Researchers could explore uses for nanomaterials with microscope.

DAYTON — A microscope that could help researchers peer more deeply into the commercial product possibilities of nanomaterials is on the University of Dayton’s wish list.

The $1.6 million helium ion microscope would allow academic and corporate researchers to view high-resolution images of tiny nanomaterial structures.

That could help researchers gain better understanding of how those materials could be used in making new products for aerospace, medical products and other markets.

The Air Force Research Laboratory, which works with the University of Dayton Research Institute, would be interested if UD obtained it, said Joe Sciabica, the AFRL’s executive director.
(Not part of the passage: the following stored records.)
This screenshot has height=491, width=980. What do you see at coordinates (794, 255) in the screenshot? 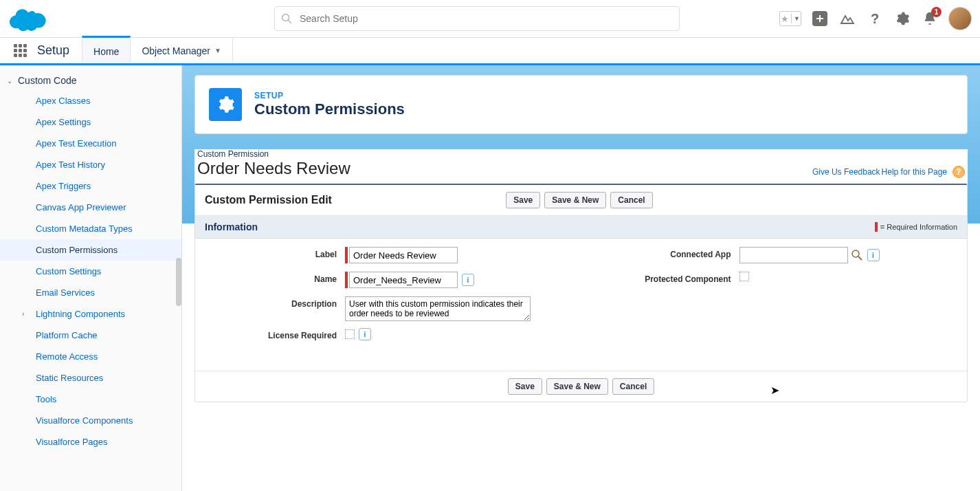
I see `connected-app-input` at bounding box center [794, 255].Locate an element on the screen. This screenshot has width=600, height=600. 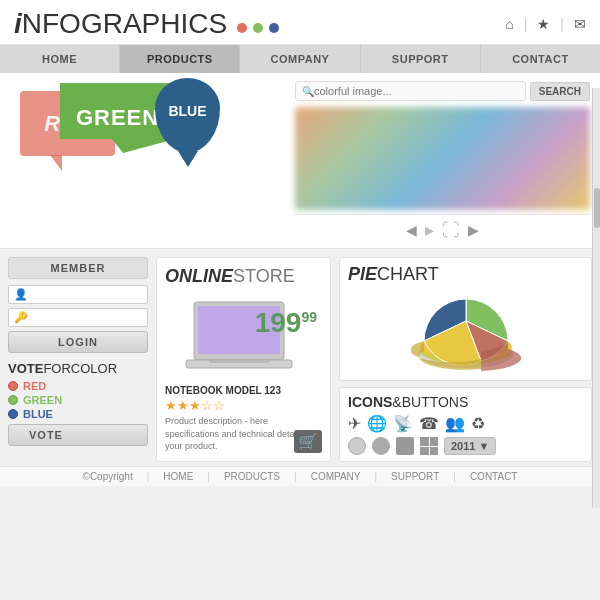
ribbon-blue: BLUE is located at coordinates (195, 123).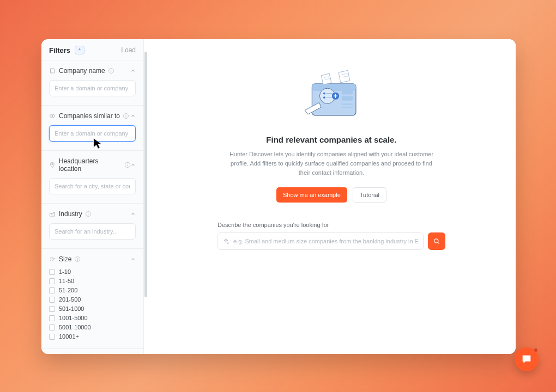  Describe the element at coordinates (93, 259) in the screenshot. I see `section-header-size: Size i` at that location.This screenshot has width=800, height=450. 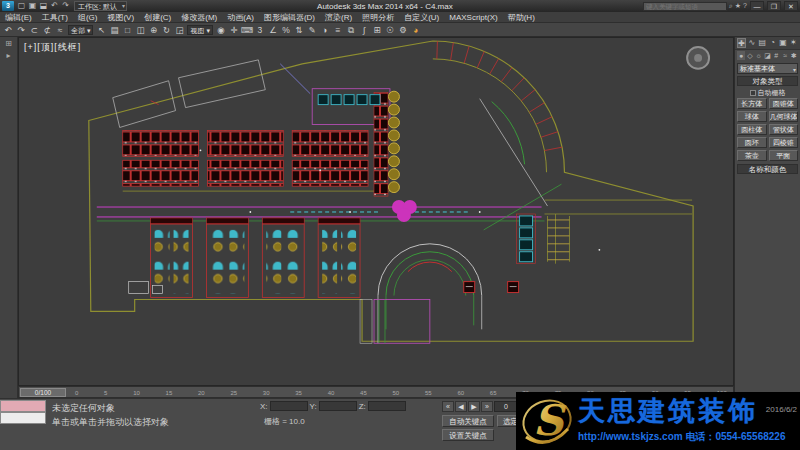 I want to click on workspace-dropdown: 工作区: 默认, so click(x=100, y=6).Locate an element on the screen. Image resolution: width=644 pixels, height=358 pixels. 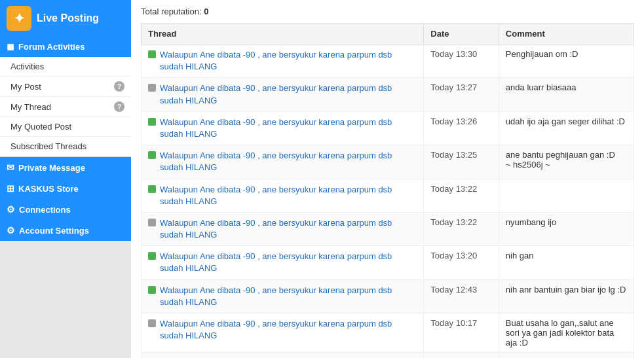
sidebar-item-activities: Activities is located at coordinates (66, 67).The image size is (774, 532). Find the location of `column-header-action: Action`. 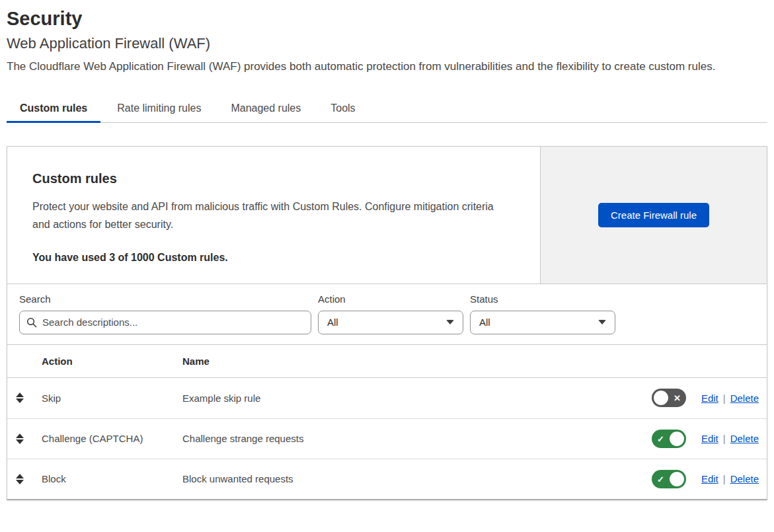

column-header-action: Action is located at coordinates (112, 361).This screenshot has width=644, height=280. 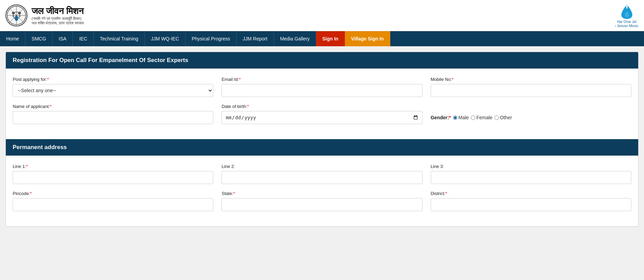 What do you see at coordinates (322, 201) in the screenshot?
I see `state-group: State:*` at bounding box center [322, 201].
“The potential for future collaboration with such an instrument certainly exists,” Sciabica said.

UD officials are considering applying in 2011 for federal funding to buy the microscope.

It would improve capacity to work with research partners as well as create educational opportunities for students, a key if the university is to persuade the National Science Foundation to provide federal funding, said Mary Connolly, the university’s coordinator of bio-research initiatives.

UD’s similar application to the National Science Foundation in 2009 was passed over.

At their tiny scale, nanomaterials exhibit unique properties that make them useful in the manufacture of new products.

The microscope could be used to do etching on nanostructures, which could further alter their properties as part of new manufacturing processes, said Gilbert Pacey, a senior research scientist at UDRI and the UD-led Institute for Development and Commercialization of Advanced Sensor Technology (IDCAST).